The City could have allowed more body rub parlours to be licensed and kept them out of residential neighborhoods through zoning, but they were afraid they’d be seen to be supporting the sex trade. So instead, they decided to create a new license for Holistic Centres and Practitioners and try to control the fake “holistic practitioners” that way…which now costs the City $2.5 million a year in enforcement costs.

If the City had used the screening mechanisms that our stakeholders committee had suggested in 1998, that would have prevented impostors from getting licenses. But the City ignored our suggestions and the resulting bylaw has (1) allowed over 2000 sex workers to become licensed as a holistic practitioners; (2) imposed increasing fees on legitimate practitioners to pay the costs of going after the illegitimate practitioners, and (3) imposed onerous and inappropriate restrictions on legitimate practitioners by treating us as if we were members of the sex trade.

This process has been fraught with politics. The consultation with stakeholders that began in September 2004 was suddenly cut short this May and many recommendations that would have alleviated the burden on legitimate practitioners were set aside. Then, after being informed that the by-law was on hold, possibly all summer, the Planning and Transportation Committee suddenly announced that they would be hearing deputations on the matter. Stakeholders were given four days to prepare. Despite this short lead time, the legitimate practitioners made a presentation that was impressive, logical and compelling. Indeed, Councilor Ootes emphatically stated that he was convinced of the need to treat legitimate practitioners separate from the sex trade enforcement issue.
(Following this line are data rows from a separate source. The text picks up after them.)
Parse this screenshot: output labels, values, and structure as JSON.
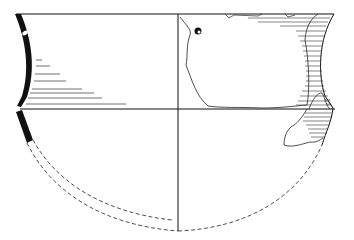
{
  "figure": {
    "type": "archaeological pottery profile drawing",
    "caption": "",
    "views": {
      "left_half": "section profile (solid black wall, dashed reconstruction of lower body)",
      "right_half": "exterior view with preserved sherd outline and horizontal hatching"
    },
    "colors": {
      "ink": "#111111",
      "background": "#ffffff",
      "hatch": "#333333"
    },
    "geometry": {
      "rim_y": 14,
      "carination_y": 109,
      "axis_x": 178,
      "base_y": 230,
      "left_rim_x": 16,
      "right_rim_x": 334
    }
  }
}
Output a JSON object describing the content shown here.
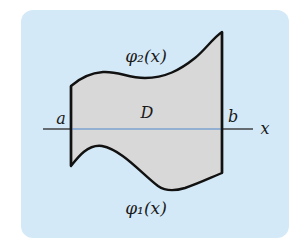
{
  "diagram": {
    "region_label": "D",
    "upper_curve_label": "φ₂(x)",
    "lower_curve_label": "φ₁(x)",
    "left_bound_label": "a",
    "right_bound_label": "b",
    "axis_label": "x",
    "colors": {
      "panel": "#d4e9f7",
      "region_fill": "#d8d8d8",
      "outline": "#111111",
      "axis_inside": "#4f86c9",
      "axis_outside": "#1a1a1a"
    }
  }
}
The stakeholders left the meeting feeling buoyed and confident.

The next day, however, everyone involved received a bracing reminder that City politics is a loaded game. In the Toronto Star, City Hall reporter Paul Moloney stated emphatically: “Holistic clinics welcome crackdown: Legitimate operators want sex workers out Happy to pay higher city licensing fees.” As evidence he quoted Alex MacDonald, a professional lobbyist representing the Edmonton-based Association of Massage Therapists and Wholistic Practitioners (AMTWP). The reporter mentioned no one else.

I was present at the deputations, however. MacDonald, was the only complementary health representative to support the report. Every other deputation given not by Mr MacDonald or by an employee for the House of Lancaster Strip Clubs argued against the by-law since it unduly punished legitimate practitioners by treating them as potential sex workers. The adult entertainment industry reasonably just wanted to get rid of a stiff competitor in the male arousal business. After Mr MacDonald’s contribution I recall thinking, rather ungenerously perhaps, that he had a similar if different motivation: to get rid of all legitimate, touch-based health practitioners who are a not a member of his association. Although Mr MacDonald and the AMTWP have since changed their position to be more in-line with the other health practitioners who presented that day, the damage was done.

Ultimately, the Planning and Transportation committee accepted the by-law report with a few qualifications, most notably holding the line on fee increases. I believe that Howard Moscoe summarized the committee’s feelings when he stated “We are halfway through the quicksand, we need to keep moving ahead.” However, until the issue of the sex trade is separated from the issue of legitimate health practice the holistic centre by-law will remain unfairly burdensome. The city itself recognizes that the body rub parlours are moving into Nail and Tanning Studios. This fact indicates that the body rub/sex trade problem is not only an issue affecting “holistic centres.”

In the NorthRonces.com neighbourhood, this issue directly impacts The Herbal Clinic & Dispensary and Sukha Health Spa. We encourage everyone who supports our community health practitioners to let their city councillor know that the Holistic Centre by-law is unfair and should be replaced with a tool that regulates the sex trade and no one else.

For more background to this issue please see “Body Work or Bawdy Work?” published in Vitality magazine.